Maps with R

ggplot2
maps
R
Author

Guilherme D. Garcia

Published

January 10, 2024

In a recent paper, Natália B. Guzzo and I needed a custom map showing cities in Brazil where Brazilian Veneto has official language status alongside Brazilian Portuguese (Garcia & Guzzo, 2023, p. 117)—the preprint can be accessed here. The result is shown in Figure 1, and the code needed to generate it is detailed below. Essentially, you will need the coordinates for the cities of interest, the map of the country (Brazil) and of the state (Rio Grande do Sul). These can be accomplished with the tidygeocoder, geobr, and tmap packages. Below, we start with a data file that already contains the necessary coordinates, so we won’t be loading leaflet.

Figure 1: The Italian Immigration Area in southern Brazil. Circles represent cities where Brazilian Veneto is an official language.

Loading coordinates

This is a simple table with the relevant cities, their latitude and longitude. Population is also listed but won’t be used here. I’m assuming you already have this. If you don’t, you can use the geo() function from the tidygeocoder extension. For example, geo(address = "Antônio Prado, Brazil", method = "osm") will extract coordinates for the city of Antônio Prado. The extension geobr() also has functions that accomplish the same task.

address lat long pop
Antônio Prado, Rio Grande do Sul -28.85678 -51.28014 14159
Bento Gonçalves, Rio Grande do Sul -29.16540 -51.51976 115069
Camargo, Rio Grande do Sul -28.58657 -52.20315 2524
Caxias do Sul, Rio Grande do Sul -29.16848 -51.17939 735276
Fagundes Varela, Rio Grande do Sul -28.88075 -51.69878 2596
Flores da Cunha, Rio Grande do Sul -29.03013 -51.18333 27135

Designing map

In the code below, we first prepare the data. Next, we create the map for the state in question and, finally, the map for the country.

Code
iia = iia |> 
  separate(address, into = c("city", "state"), sep = ", ") |> 
  filter(state == "Rio Grande do Sul") |> 
  droplevels() |> 
  pull(city)

# Map of the state
states = read_state(year=2019)
rs = geobr::read_state(code_state = "RS")
cities = geobr::read_municipality(year=2019, code_muni = "RS") |> 
  filter(name_muni %in% iia)

# Map of the country
BR = tmap::tm_shape(states) + 
  tmap::tm_graticules(col = "gray80") + 
  tmap::tm_polygons(col = "white") +
  tmap::tm_scale_bar(position = c("left", "bottom"), width = 0.15) +
  tmap::tm_compass(position = c("right", "top"), size = 3, type = "rose") +
  tmap::tm_shape(rs) +
  tmap::tm_polygons(col = "#f1c62a")

RS = tmap::tm_shape(rs) +
  tmap::tm_polygons(col = "#f1c62a") +
  tmap::tm_shape(cities) + 
  tmap::tm_dots(size = 0.8, shape = 21, alpha = 0.25)

The last step is to print the map. This is a bit different from your typical ggplot() figure as we’re placing the state map on top of the country. We’ll use the argument viewport (grid) inside the function print() to accomplish that. To save the map, we’ll use the function tmap_save()—the dimensions in question are exactly the ones we used for Figure 1.

Code
# Printing map
print(BR)
print(RS, vp = viewport(0.8, 0.33, width = 0.5, height = 0.5))


# Saving the figure
tmap_save(tm = BR, filename = "iia.jpeg", 
          insets_tm = RS, 
          insets_vp = viewport(0.8, 0.33, 
                               width = 0.5, 
                               height = 0.5),
          dpi = 500, width = 7, height = 4)

Copyright © 2024 Guilherme Duarte Garcia

References

Garcia, G. D., & Guzzo, N. B. (2023). A corpus-based approach to map target vowel asymmetry in Brazilian Veneto metaphony. Italian Journal of Linguistics, 35(1), 115–138.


__TASK__
Which of the lines below holds the string "apparatus"? Copy every line that does.

__RECORDED INFORMATION__
........

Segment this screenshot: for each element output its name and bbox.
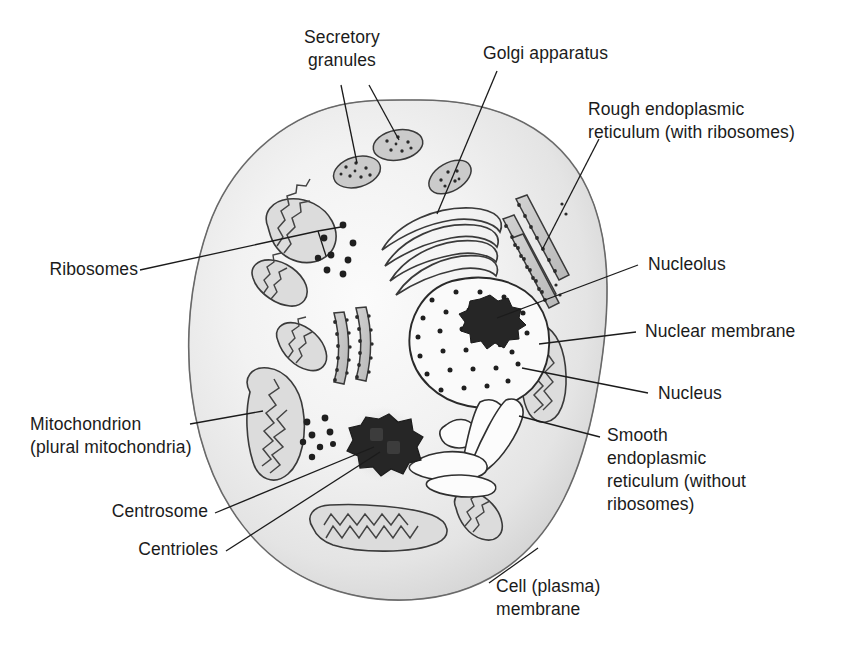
label-mitochondrion: Mitochondrion (plural mitochondria)	[30, 413, 270, 459]
label-smooth-endoplasmic-reticulum: Smooth endoplasmic reticulum (without ri…	[607, 424, 843, 516]
label-secretory-granules: Secretory granules	[246, 26, 438, 72]
label-cell-plasma-membrane: Cell (plasma) membrane	[496, 575, 706, 621]
nucleus	[409, 278, 549, 408]
label-nuclear-membrane: Nuclear membrane	[645, 320, 853, 343]
label-rough-endoplasmic-reticulum: Rough endoplasmic reticulum (with riboso…	[588, 98, 850, 144]
label-golgi-apparatus: Golgi apparatus	[483, 42, 713, 65]
label-nucleolus: Nucleolus	[648, 253, 848, 276]
label-ribosomes: Ribosomes	[18, 258, 138, 281]
nuclear-membrane	[409, 278, 549, 408]
label-centrioles: Centrioles	[78, 538, 218, 561]
label-centrosome: Centrosome	[58, 500, 208, 523]
cell-diagram-figure: Secretory granules Golgi apparatus Rough…	[0, 0, 853, 658]
label-nucleus: Nucleus	[658, 382, 848, 405]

........

__TASK OUTPUT__
label-golgi-apparatus: Golgi apparatus	[483, 42, 713, 65]
cell-diagram-figure: Secretory granules Golgi apparatus Rough…	[0, 0, 853, 658]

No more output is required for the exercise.